A new class action lawsuit filed by U.S. school districts has resurfaced long-standing concerns about the impact of social media on youth mental health — and whether tech companies have been fully transparent about the risks.
The lawsuit, filed by law firm Motley Rice, accuses Meta and other platforms (including Google, TikTok, and Snapchat) of intentionally concealing internal findings showing that their products may negatively affect users’ psychological well-being.
At the center of the allegation is a Meta research initiative known as Project Mercury.
📁 What Was Project Mercury?
Project Mercury was an internal Meta study conducted with Nielsen to examine how users felt after “deactivating” Facebook and Instagram for one week.
According to internal documents referenced in the lawsuit:
- Users who paused Facebook for a week reported lower levels of depression, anxiety, loneliness, and social comparison.
These results were communicated privately among Meta staff, according to Reuters.
But instead of publishing them, Meta halted the project, arguing that the study had been influenced by negative media narratives.
🧪 Internal Reactions: “This is like the tobacco industry…”
The lawsuit claims that, internally, several Meta researchers:
- Validated the study’s findings, confirming that Facebook and Instagram can have a causal impact on negative social comparison.
- Expressed concern that hiding the results would mirror the behavior of industries that suppressed evidence of harm. One staff member compared it to the tobacco industry “doing research, knowing cigarettes were bad, and then keeping that information to themselves.”
Another staffer reportedly reassured Nick Clegg, then Meta’s head of global public policy, that the findings were legitimate — despite the company’s public position.
🏛️ Meta’s Statements to Congress
The filing also alleges that Meta told Congress it could not quantify whether its products harm teenage girls, even though internal research allegedly showed a causal link to negative mental health impacts.
This discrepancy is a major focus of the legal complaint.
📣 Meta’s Response
Meta spokesperson Andy Stone denied the allegations, arguing that:
- The methodology used in Project Mercury was flawed.
- Meta has spent more than a decade listening to parents, researching youth well-being, and improving product safety.
- The lawsuit relies on “cherry-picked quotes and misinformed opinions.”
A hearing is scheduled for January 26.
⚠️ Additional Allegations Against Social Media Platforms
The lawsuit also accuses Meta and other companies of:
- Encouraging children under 13 to use their platforms
- Failing to adequately address child sexual abuse material
- Promoting the use of their apps among teens in school environments
- Attempting to pay child-focused organizations to publicly defend their product safety
These broader allegations reflect growing concerns about youth exposure to social media.
🧭 Final Thoughts
Whether the claims will be upheld in court remains to be seen.
But the lawsuit raises important questions:
- What responsibility do social media giants have to disclose internal research?
- Are these platforms doing enough to protect younger users?
- And how can families, schools, and policymakers navigate the mental-health risks associated with online platforms?
Regardless of the outcome, one thing is clear: transparency in tech is no longer optional — it’s essential.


EXERCISE DESCRIPTION – Every line from the beginning of the data through the line containing "Image is 868x500 pixels." should be reproduced exactly, and no further lines should be output.

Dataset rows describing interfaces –
**********

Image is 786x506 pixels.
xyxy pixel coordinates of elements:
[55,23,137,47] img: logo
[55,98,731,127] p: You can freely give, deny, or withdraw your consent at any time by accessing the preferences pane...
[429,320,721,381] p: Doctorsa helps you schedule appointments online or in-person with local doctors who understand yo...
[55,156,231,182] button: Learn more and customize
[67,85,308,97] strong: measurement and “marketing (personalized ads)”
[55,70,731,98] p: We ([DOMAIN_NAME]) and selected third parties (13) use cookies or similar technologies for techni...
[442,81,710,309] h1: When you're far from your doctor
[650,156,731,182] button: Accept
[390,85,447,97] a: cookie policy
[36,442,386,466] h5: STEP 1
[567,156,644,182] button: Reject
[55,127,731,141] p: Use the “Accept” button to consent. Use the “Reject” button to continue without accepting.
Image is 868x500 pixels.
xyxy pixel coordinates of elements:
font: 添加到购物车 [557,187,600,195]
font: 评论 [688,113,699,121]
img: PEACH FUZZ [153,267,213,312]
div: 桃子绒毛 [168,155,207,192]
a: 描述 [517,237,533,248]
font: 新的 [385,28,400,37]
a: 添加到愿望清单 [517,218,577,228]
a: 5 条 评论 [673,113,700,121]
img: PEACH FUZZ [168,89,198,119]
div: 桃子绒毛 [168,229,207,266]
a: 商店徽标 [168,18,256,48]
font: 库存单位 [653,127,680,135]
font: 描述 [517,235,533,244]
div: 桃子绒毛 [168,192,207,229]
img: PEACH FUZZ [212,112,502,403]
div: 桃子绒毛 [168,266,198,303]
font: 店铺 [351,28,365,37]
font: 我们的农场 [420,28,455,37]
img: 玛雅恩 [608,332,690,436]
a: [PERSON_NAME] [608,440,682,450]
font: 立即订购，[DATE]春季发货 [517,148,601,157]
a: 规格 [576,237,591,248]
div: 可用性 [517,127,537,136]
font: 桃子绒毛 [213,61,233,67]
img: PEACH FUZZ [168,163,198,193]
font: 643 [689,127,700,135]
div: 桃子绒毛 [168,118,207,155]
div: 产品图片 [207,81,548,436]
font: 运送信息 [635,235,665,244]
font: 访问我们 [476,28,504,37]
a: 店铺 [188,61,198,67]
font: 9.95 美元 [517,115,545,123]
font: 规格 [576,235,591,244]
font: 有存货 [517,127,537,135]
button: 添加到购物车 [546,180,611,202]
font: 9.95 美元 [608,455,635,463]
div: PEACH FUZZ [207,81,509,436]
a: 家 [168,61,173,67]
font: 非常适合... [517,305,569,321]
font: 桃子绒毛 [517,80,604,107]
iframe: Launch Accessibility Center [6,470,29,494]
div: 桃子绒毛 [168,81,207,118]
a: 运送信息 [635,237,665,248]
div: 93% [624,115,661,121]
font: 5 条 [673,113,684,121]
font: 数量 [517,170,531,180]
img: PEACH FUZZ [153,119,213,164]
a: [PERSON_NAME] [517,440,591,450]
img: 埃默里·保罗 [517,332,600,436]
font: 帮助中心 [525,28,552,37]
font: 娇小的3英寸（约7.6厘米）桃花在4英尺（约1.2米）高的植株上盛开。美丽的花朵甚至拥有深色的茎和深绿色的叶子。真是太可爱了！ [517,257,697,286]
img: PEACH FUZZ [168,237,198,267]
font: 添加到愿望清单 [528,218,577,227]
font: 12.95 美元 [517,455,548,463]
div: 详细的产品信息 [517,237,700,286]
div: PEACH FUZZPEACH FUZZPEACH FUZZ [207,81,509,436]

**********

TASK OUTPUT –
Image is 786x506 pixels.
xyxy pixel coordinates of elements:
[55,23,137,47] img: logo
[55,98,731,127] p: You can freely give, deny, or withdraw your consent at any time by accessing the preferences pane...
[429,320,721,381] p: Doctorsa helps you schedule appointments online or in-person with local doctors who understand yo...
[55,156,231,182] button: Learn more and customize
[67,85,308,97] strong: measurement and “marketing (personalized ads)”
[55,70,731,98] p: We ([DOMAIN_NAME]) and selected third parties (13) use cookies or similar technologies for techni...
[442,81,710,309] h1: When you're far from your doctor
[650,156,731,182] button: Accept
[390,85,447,97] a: cookie policy
[36,442,386,466] h5: STEP 1
[567,156,644,182] button: Reject
[55,127,731,141] p: Use the “Accept” button to consent. Use the “Reject” button to continue without accepting.
Image is 868x500 pixels.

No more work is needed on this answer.